Verizon names tech chief as CEO, putting network over content

Verizon names tech chief as CEO, putting network over content
By Supantha Mukherjee and Sheila Dang

By Supantha Mukherjee and Sheila Dang

(Reuters) – Verizon Communications Inc named chief technology officer Hans Vestberg as its new CEO beginning Aug. 1, surprising analysts and signaling the company’s priority is building the next-generation 5G wireless network, not expanding into media content.

Some analysts had expected John Stratton, Verizon’s president of global operations, to succeed current Chief Executive Officer Lowell McAdam, who said he will retire. Analysts at Wells Fargo said in a research note the appointment of an executive with more of an equipment background was “very telling.”

Vestberg said in an interview the No. 1 U.S. wireless carrier would keep pursuing its current 5G strategy but he did not “see anything new on the horizon” to pursue media content.

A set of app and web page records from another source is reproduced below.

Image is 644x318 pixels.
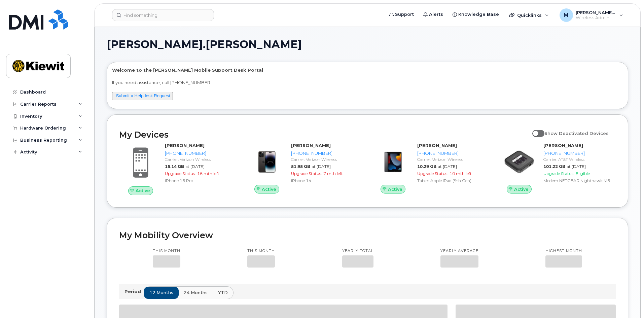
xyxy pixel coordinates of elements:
[107,39,302,50] span: [PERSON_NAME].[PERSON_NAME]
[417,156,487,162] div: Carrier: Verizon Wireless
[377,146,409,178] img: image20231002-3703462-17fd4bd.jpeg
[543,178,613,183] div: Modem NETGEAR Nighthawk M6
[311,164,331,169] span: at [DATE]
[291,156,360,162] div: Carrier: Verizon Wireless
[417,143,457,148] strong: [PERSON_NAME]
[545,248,582,254] p: Highest month
[514,186,529,193] span: Active
[251,146,283,178] img: image20231002-3703462-njx0qo.jpeg
[291,164,310,169] span: 51.95 GB
[165,156,234,162] div: Carrier: Verizon Wireless
[291,171,322,176] span: Upgrade Status:
[438,164,457,169] span: at [DATE]
[245,142,363,194] a: Active[PERSON_NAME][PHONE_NUMBER]Carrier: Verizon Wireless51.95 GBat [DATE]Upgrade Status:7 mth l...
[543,143,583,148] strong: [PERSON_NAME]
[135,188,150,194] span: Active
[449,171,471,176] span: 10 mth left
[388,186,402,193] span: Active
[291,178,360,183] div: iPhone 14
[567,164,585,169] span: at [DATE]
[532,127,538,132] input: Show Deactivated Devices
[544,131,609,136] span: Show Deactivated Devices
[112,80,623,86] p: If you need assistance, call [PHONE_NUMBER]
[291,150,360,156] div: [PHONE_NUMBER]
[543,150,613,156] div: [PHONE_NUMBER]
[417,150,487,156] div: [PHONE_NUMBER]
[218,289,228,296] span: YTD
[323,171,343,176] span: 7 mth left
[112,92,173,100] button: Submit a Helpdesk Request
[185,164,205,169] span: at [DATE]
[503,146,535,178] img: image20231002-3703462-1vlobgo.jpeg
[165,171,196,176] span: Upgrade Status:
[247,248,275,254] p: This month
[543,164,565,169] span: 101.22 GB
[119,230,616,240] h2: My Mobility Overview
[498,142,616,194] a: Active[PERSON_NAME][PHONE_NUMBER]Carrier: AT&T Wireless101.22 GBat [DATE]Upgrade Status:EligibleM...
[116,93,170,98] a: Submit a Helpdesk Request
[543,171,574,176] span: Upgrade Status:
[124,289,143,295] p: Period
[119,142,237,195] a: Active[PERSON_NAME][PHONE_NUMBER]Carrier: Verizon Wireless15.14 GBat [DATE]Upgrade Status:16 mth ...
[440,248,478,254] p: Yearly average
[417,171,448,176] span: Upgrade Status:
[576,171,590,176] span: Eligible
[291,143,331,148] strong: [PERSON_NAME]
[153,248,180,254] p: This month
[165,150,234,156] div: [PHONE_NUMBER]
[119,130,529,140] h2: My Devices
[417,164,436,169] span: 10.29 GB
[543,156,613,162] div: Carrier: AT&T Wireless
[184,289,208,296] span: 24 months
[262,186,276,193] span: Active
[417,178,487,183] div: Tablet Apple iPad (9th Gen)
[165,178,234,183] div: iPhone 16 Pro
[165,164,184,169] span: 15.14 GB
[342,248,373,254] p: Yearly total
[112,67,623,74] p: Welcome to the [PERSON_NAME] Mobile Support Desk Portal
[372,142,489,194] a: Active[PERSON_NAME][PHONE_NUMBER]Carrier: Verizon Wireless10.29 GBat [DATE]Upgrade Status:10 mth ...
[197,171,220,176] span: 16 mth left
[165,143,205,148] strong: [PERSON_NAME]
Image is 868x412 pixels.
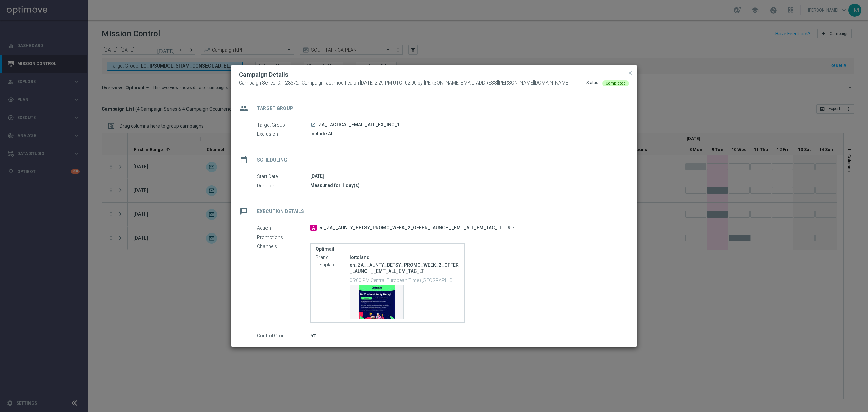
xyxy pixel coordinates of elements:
[349,276,459,283] p: 05:00 PM Central European Time ([GEOGRAPHIC_DATA]) (UTC +02:00)
[311,122,316,127] i: launch
[310,130,624,137] div: Include All
[349,262,459,274] p: en_ZA__AUNTY_BETSY_PROMO_WEEK_2_OFFER_LAUNCH__EMT_ALL_EM_TAC_LT
[257,225,310,231] label: Action
[239,71,289,79] h2: Campaign Details
[257,333,310,339] label: Control Group
[606,81,626,86] span: Completed
[238,206,250,217] i: message
[310,122,316,128] a: launch
[257,105,293,112] h2: Target Group
[257,131,310,137] label: Exclusion
[349,254,459,261] div: lottoland
[318,225,502,231] span: en_ZA__AUNTY_BETSY_PROMO_WEEK_2_OFFER_LAUNCH__EMT_ALL_EM_TAC_LT
[586,80,599,86] div: Status:
[316,262,349,268] label: Template
[257,157,287,163] h2: Scheduling
[316,247,459,252] label: Optimail
[257,174,310,179] label: Start Date
[506,225,515,231] span: 95%
[310,182,624,188] div: Measured for 1 day(s)
[257,122,310,128] label: Target Group
[257,234,310,240] label: Promotions
[257,208,304,215] h2: Execution Details
[239,80,570,86] span: Campaign Series ID: 128572 | Campaign last modified on [DATE] 2:29 PM UTC+02:00 by [PERSON_NAME][...
[316,254,349,261] label: Brand
[310,332,624,339] div: 5%
[310,225,316,231] span: A
[238,102,250,114] i: group
[628,70,633,76] span: close
[257,243,310,249] label: Channels
[310,173,624,179] div: [DATE]
[257,183,310,188] label: Duration
[238,154,250,166] i: date_range
[603,80,629,86] colored-tag: Completed
[319,122,399,128] span: ZA_TACTICAL_EMAIL_ALL_EX_INC_1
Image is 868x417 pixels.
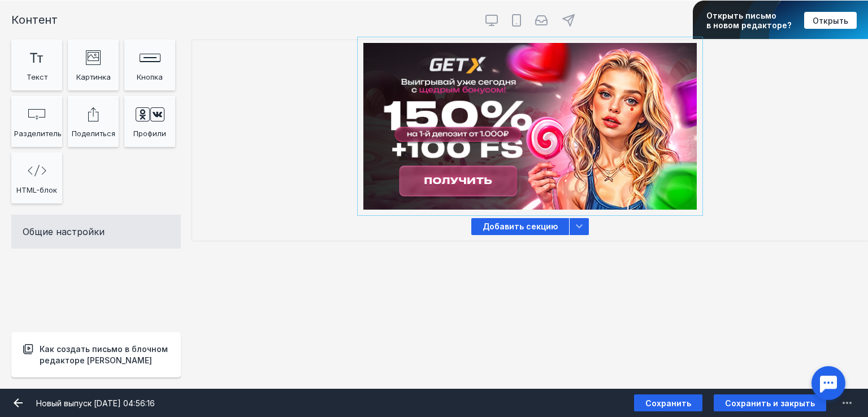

Vestberg, 52, joined Verizon a year ago after being fired in an investor-driven shakeup at Ericsson in 2016, following years of dismal growth and weak earnings. He was CEO of the Swedish company, one of the world’s largest equipment suppliers to the telecommunications industry, for six years.

Analysts had speculated whether Verizon will acquire a content company as rival AT&T Inc awaits a court decision on whether it can proceed with its plan to buy media company Time Warner Inc .

At Verizon, Vestberg has led a team building out its fiber network infrastructure and was overseeing the build-out of 5G network in the United States.

“It’s a perfect time to hand over to someone of his caliber,” McAdam, 64 said in an interview. McAdam plans to retire at the end of the year. He will serve as executive chairman until then and then become non-executive chairman, the company said in a statement.

Verizon has gained about 40 percent of its $202.5 billion market value since McAdam took charge of the company on Aug. 1, 2011.

The company’s shares were down marginally at $48.75 in morning trading, on a day when a number of chipmakers and major technology stocks fell on reports Apple expects to cut iPhone production this year.